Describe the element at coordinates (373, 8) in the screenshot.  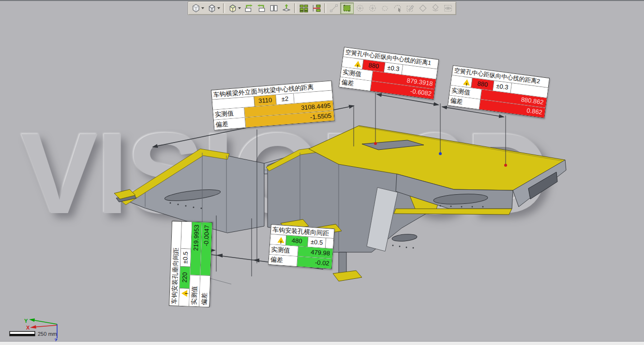
I see `circle-select-add-2-icon` at that location.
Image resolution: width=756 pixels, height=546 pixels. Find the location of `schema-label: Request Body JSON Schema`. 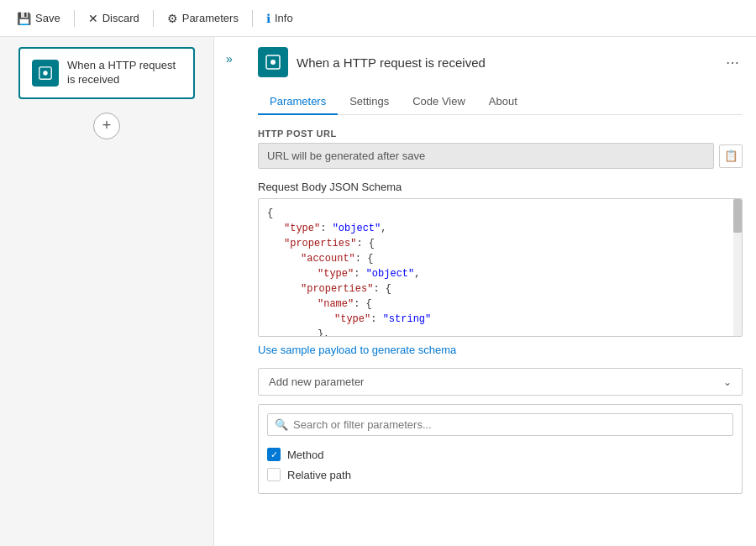

schema-label: Request Body JSON Schema is located at coordinates (501, 186).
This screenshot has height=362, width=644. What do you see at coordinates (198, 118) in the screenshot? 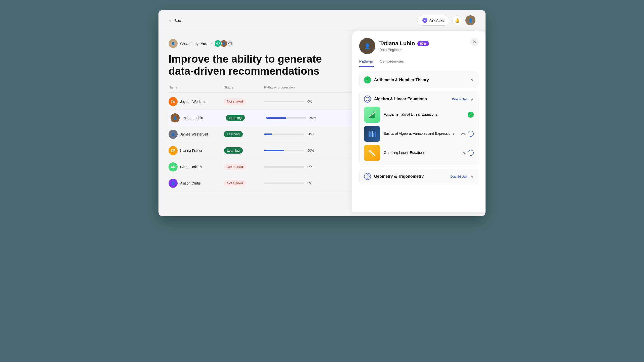
I see `student-cell: 👤 Tatiana Lubin` at bounding box center [198, 118].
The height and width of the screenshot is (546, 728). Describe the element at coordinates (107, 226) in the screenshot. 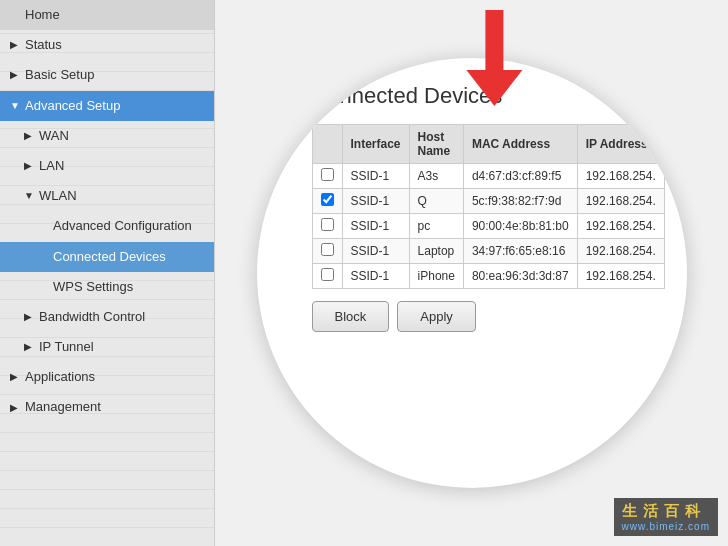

*The task*: When you output the entries, keep each line exactly as it is and leave out any pictures.

*Written solution*:
Describe the element at coordinates (373, 8) in the screenshot.  
I see `circle-select-add-2-icon` at that location.
Image resolution: width=756 pixels, height=546 pixels. Find the location of `schema-label: Request Body JSON Schema`. 

schema-label: Request Body JSON Schema is located at coordinates (501, 186).
This screenshot has height=362, width=644. What do you see at coordinates (198, 118) in the screenshot? 
I see `student-cell: 👤 Tatiana Lubin` at bounding box center [198, 118].
The height and width of the screenshot is (546, 728). Describe the element at coordinates (107, 226) in the screenshot. 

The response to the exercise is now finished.